Last Night in Soho


    Anya Taylor-Joy and Thomasin McKenzie in “Last Night in Soho.” FOCUS FEATURES LLC photo by Parisa Taghizadeh via IMDB


If there's no TV show, no ceremony and no Ricky Gervais to insult everybody, is it still the Golden Globes?

That was the question this week – sort of an update on the old tree falling in the forest riddle. But the Hollywood Foreign Press Association went ahead and bestowed the awards anyway, announcing the winners on social media last Sunday. My choices coincided with the Globes voters in most of the major categories: Best Actor: Will Smith in “King Richard”; Best Actress: Nicole Kidman in “Being the Ricardos”; Best Director: Jane Campion for “The Power of the Dog,” which also nabbed the Best Picture prize.

I had submitted my votes  to the Hawaii Film Critics Society before the Globes were announced. The HFCS will announce its own movie award winners on Friday. We had to make new choices a couple of days later after many of the races had resulted in ties. (That's what happens when your voting members barely outnumber the nominees.) Many of my favorites had been eliminated after that first ballot, replaced by choices I would never have made.

Case in point, “Last Night in Soho,” Edgar Wright's stylish thriller about Eloise (Thomasin McKenzie), an English girl from the country who goes to London to study fashion design but get rerouted into a time warp rabbit hole along the way. 

Ellie was brought up by her grandmother after her real mother committed suicide. Whatever psychological scars this left have mostly translated themselves into an obsession with all things '60s for the young woman, manifested in her Carnaby Street fashion sense and her music collection that's heavy on Petulia Clark and Dusty Springfield.

I say mostly, because Ellie still sees her mother occasionally, sometimes over her shoulder in the mirror.

The visions go into high gear once the lovely but naive lass arrives in London, and starts having deja-vus wherever she looks. Before she knows it, she's gone back in time to that swinging London of her fantasies, complete with a dazzling blond goddess at the center of it all.

The goddess's name is Sandy. In her slinky pink dress, she is sensual beyond belief, and that's before she even shows her moves on the dance floor or does her sultry rendition of “Downtown.” Sandy is played by Anya Taylor-Joy – yes, “The Queen's Gambit” herself – which may be why Eloise, and everyone else onscreen, and in the audience, can't take our eyes off her.

Who is she? Ellie's mother? Her alter-ego? Someone who's trying to tell her something? Or just evidence that poor Ellie is losing her mind?
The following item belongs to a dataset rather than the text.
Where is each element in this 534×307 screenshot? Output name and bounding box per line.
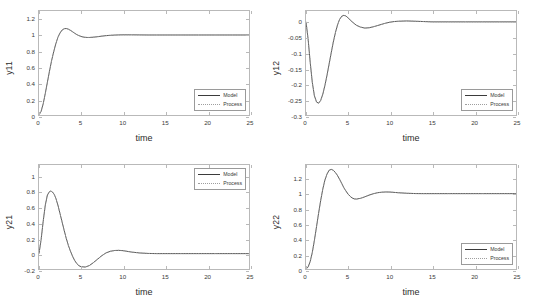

Through some nifty cinematic tricks, writer-director Wright starts making Ellie and Sandy reflections of each other in a disco mirror, or blending them, or losing track of which is which. This doesn't help Eloise's precarious grip on reality as she keeps pursuing her design school career by day, but keeps descending deeper into London's seedy sides after hours. A silver-haired barfly (Terence Stamp) would be enough to creep anyone out, much less a simple girl from the country.

The storyline veers from psychological drama to a more graphic horror show after Eloise moves out of the dorms and into a red-light apartment. Literally – there's a red neon light for a downstairs restaurant right outside her window. Her landlady is played by the late Diana Rigg, reminding some of us of the time in our memories when Dame Diana would be the one playing the Sandy role.

New Zealand's McKenzie, fresh from a more wholesome role in 2019's quirky “Jojo Rabbit,” is alternately vulnerable and alluring as the latter-day Alice trapped in a poor excuse for Wonderland. But for all of the film's sensually cinematic style points and derivative references to an endless array of movie classics, this was one of those mysteries where my biggest question was constantly wondering what the hell was going on.

As someone who actually remembers when Petulia Clark and Dusty Springfield were the new girls on the charts, “Last Night in Soho” was less a flash from the past than a visit to a present world I barely recognize.

But watch for it on the Hawaii Film Critics Society awards list. We're there on the Internet Movie Database, right under the Golden Globes.